Caucasus Table Reports

During the height of this summer's Caucasian crisis, the Russian Foreign Minister responded to the British Foreign Secretary's demands by asking, "Who the fuck are you to lecture me?"

Apparently, someone. Foreign Secretary David Miliband is the grandson of a Red Army vet and the son of a leading Marxist. Who knew?

Wouldn't it be great if we had a Secretary of State (or Foreign Minister in Israel, for that matter) with such illustrious parentage? Screw Black Republicans and the Irgun, gimme more Jewish commies.

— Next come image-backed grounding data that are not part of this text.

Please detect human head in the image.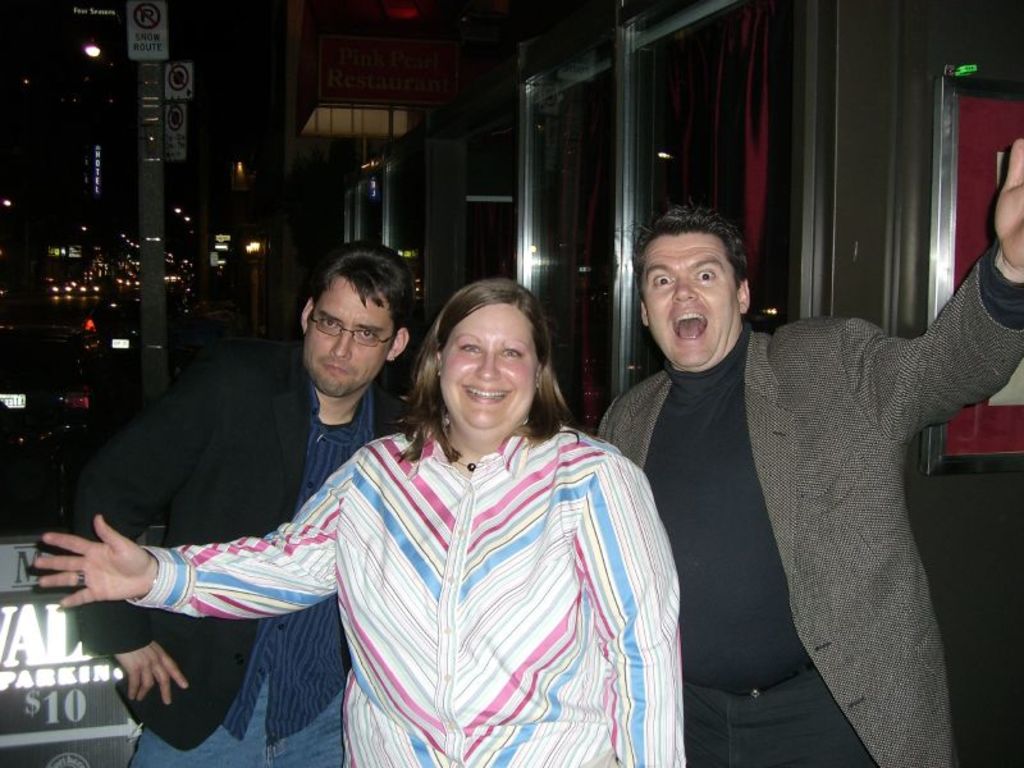
628, 202, 758, 358.
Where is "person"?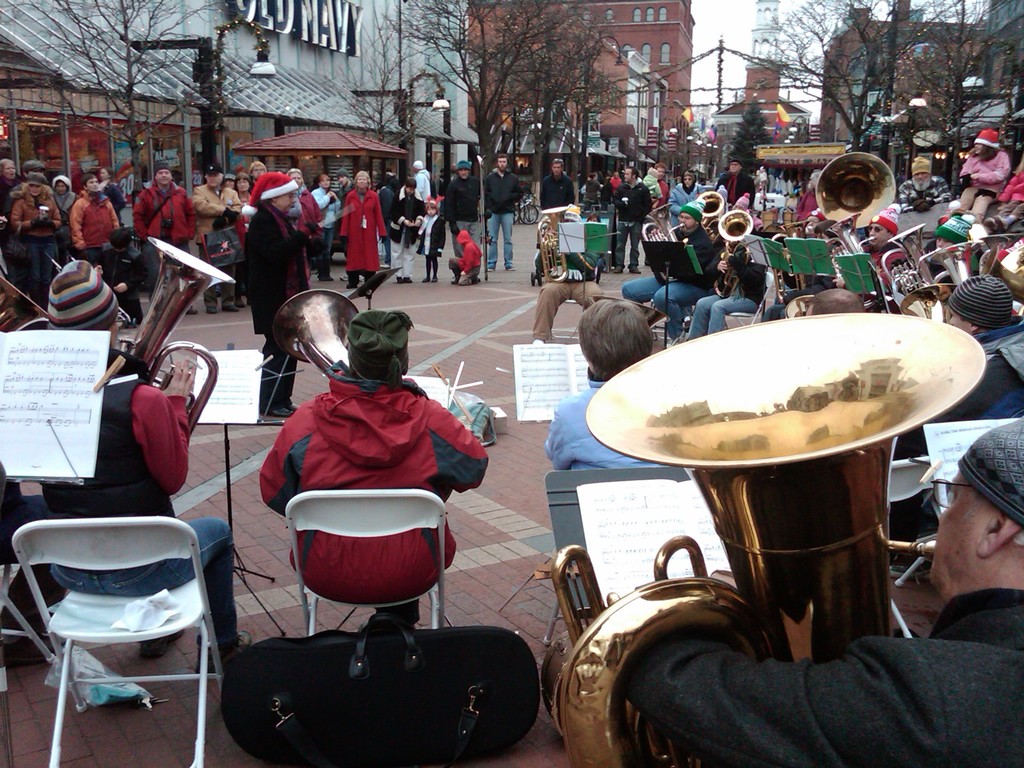
region(243, 170, 313, 412).
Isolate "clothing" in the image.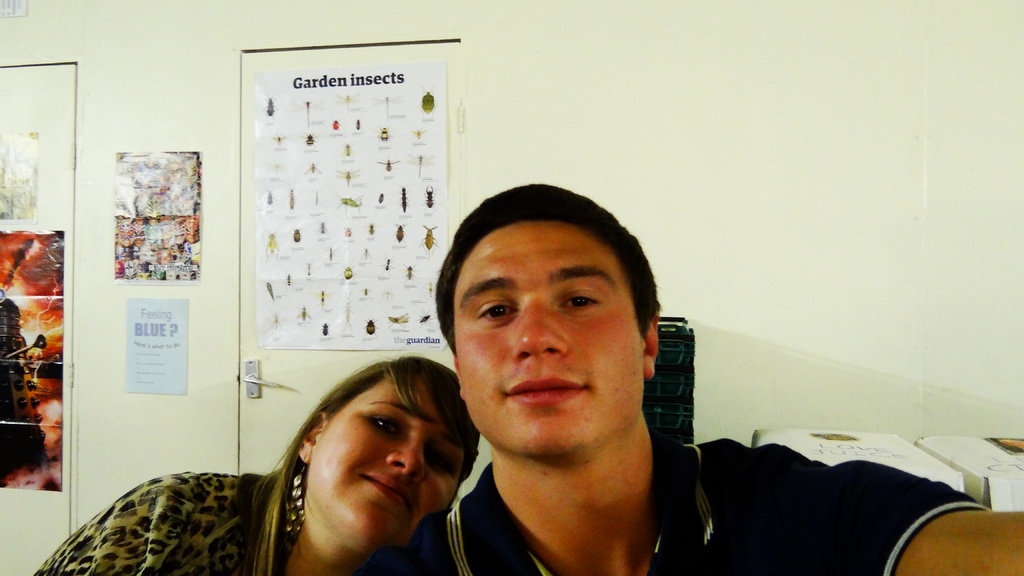
Isolated region: {"left": 375, "top": 421, "right": 994, "bottom": 575}.
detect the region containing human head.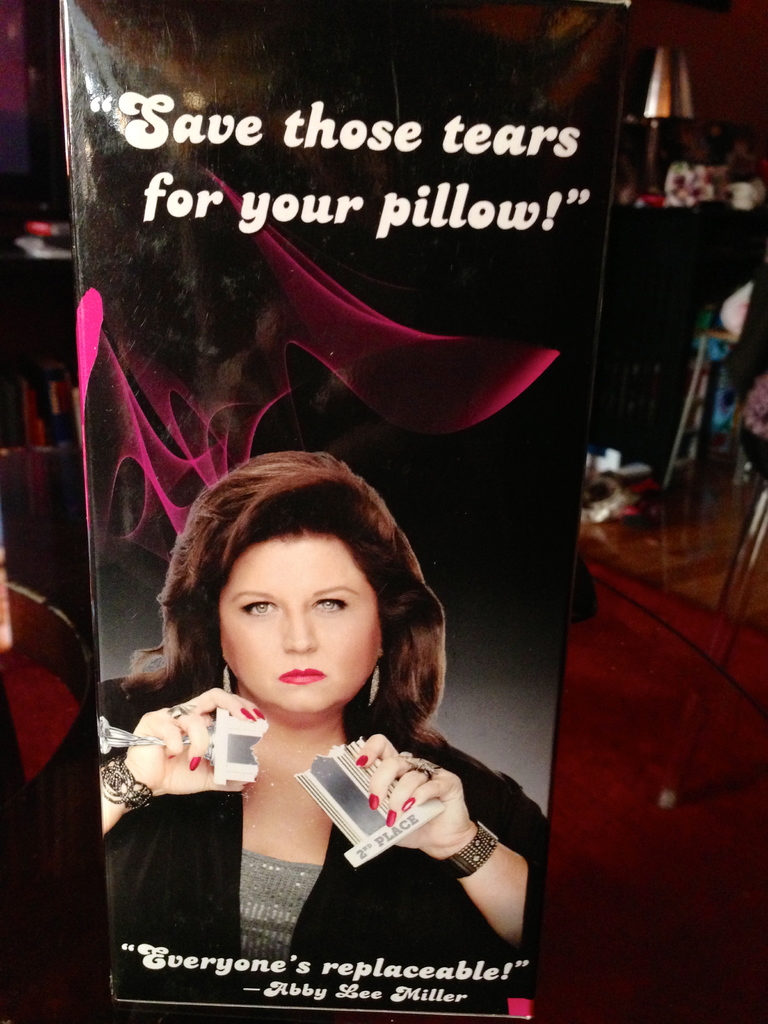
(x1=172, y1=467, x2=412, y2=714).
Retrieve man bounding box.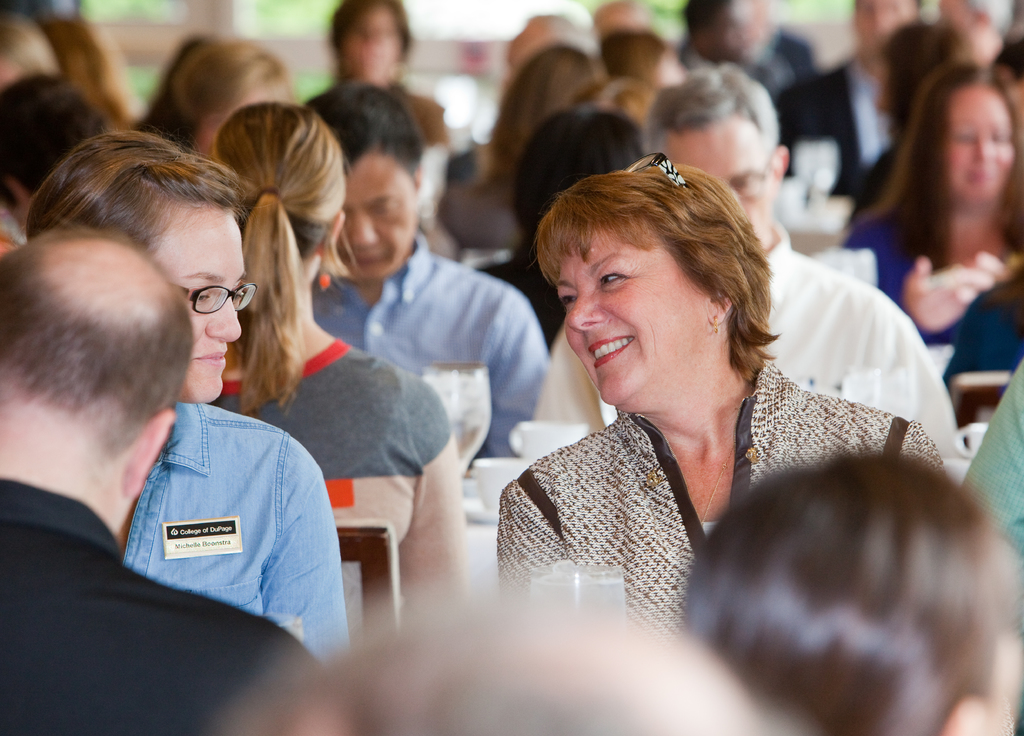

Friday, September 12, 2008

The mirth of tabrets ceaseth

Continuing from last Wednesday's post, the BBC has brought us a much fuller and more interesting account of the kosher music patrol. They've even printed the rules; unsurprisingly, there are ten in number.

My favorite is #4:
"The use of percussion accompaniment in slow, quiet music is generally ridiculous"

Apparently, inspired by Isaiah 24:8.

Thursday, September 11, 2008

The day that changed everything

As always, Tom Segev tells it like it is:

"Everyone also spoke about the patriotism that had swept America, a clear expression of insecurity and a conservative attempt to hold on to the values of the past. I remember a large American flag that was hung above the entrance to one of the last sex shops that still survived in New York. Most of those shops have since disappeared, one reason being that porn today is purchased via the Internet; in the past seven years the Web has changed the lives of far more people than did the attack on the World Trade Center. "

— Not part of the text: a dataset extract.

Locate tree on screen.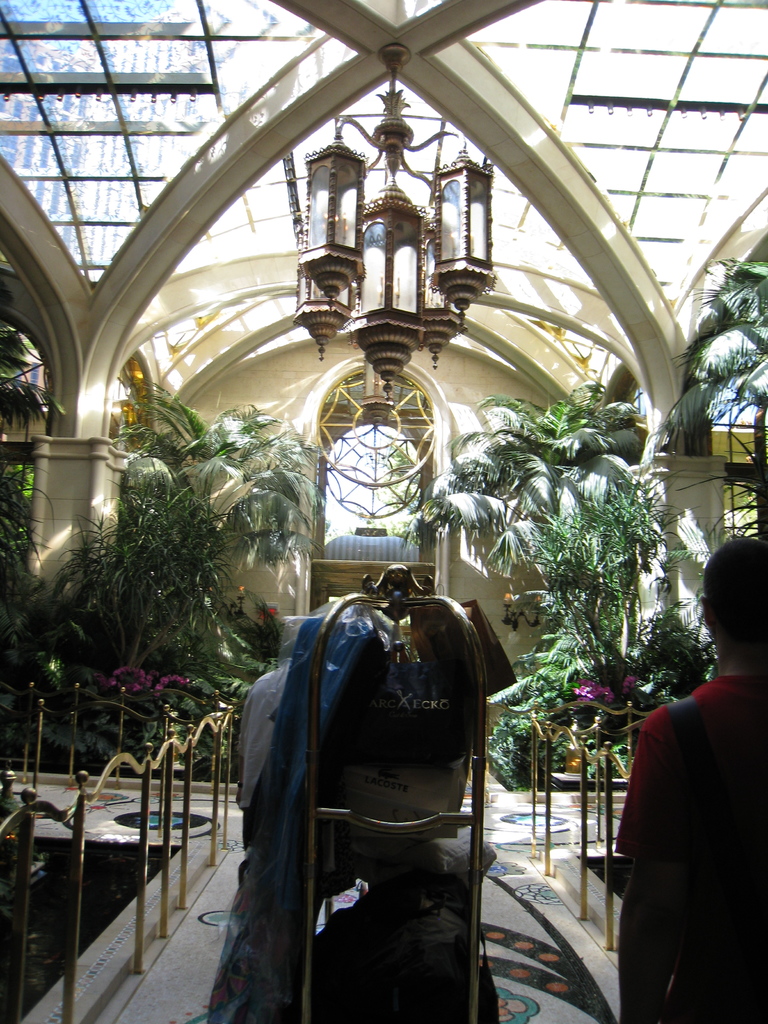
On screen at 413/397/666/668.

Thanks Al Gore. If only you could have been president...maybe we wouldn't have had 9/11 in the first place. True.

Tuesday, September 9, 2008

Ridiculous

Was airport security screaming "Dance, boy, dance!" in Southern accents? Ugh, I want to vomit at the thought.

Meanwhile, the Pensioners' Party is planning to go abduct Mahmoud Ahmadinejad (Eichmann-style, yo), a sitting democratically-elected president, and send him to the Hague for a trial. I doubt they'll take him.

Stories like these make me think even "a nation like all the others" is overly idealistic.

Thursday, September 4, 2008

Disclaimer

I know it's fucked up to joke about these things, but I just want to state clearly that the infanticidal mother currently gracing the front pages of Israeli newspapers is not me:

Wednesday, September 3, 2008

Das Goyenthum in der Musik

The Jerusalem Post reports that a Bnei Barak NGO, the Guardians of Sanctity and Education is formulating a series of guidelines to "add transparency to the delineation between acceptable or 'kosher' Jewish music and forbidden or 'treif' music." Senior member Mordechai Bloi that "Bach or Beethoven, music with class" is kosher. The treif list includes:
  • 2-4 beats
  • rock and disco
  • 'improper' use of bass, guitar, and saxophone
  • profaning sacred texts
  • mixing of milk and meat instruments
In response to a growing number of Haredi pop-style musical acts, the ultra-est of the ultra-Orthodox declare: "We want to protect ourselves from what we see as negative foreign influences. We are trying to maintain our own authentic music styles...stay(ing) loyal to our roots."

Compare to 1850, Richard Wagner wrote:
The Jews could never take possession of this art, until that was to be exposed in it which they now demonstrably have brought to light— its inner incapacity for life. So long as the separate art of Music had a real organic life-need in it, down to the epochs of Mozart and Beethoven, there was nowhere to be found a Jew composer: it was impossible for an element entirely foreign to that living organism to take part in the formative stages of that life. Only when a body's inner death is manifest, do outside elements win the power of lodgment in it—yet merely to destroy it. Then indeed that body's flesh dissolves into a swarming colony of insect-life: but who, in looking on that body's self would hold it still for living?"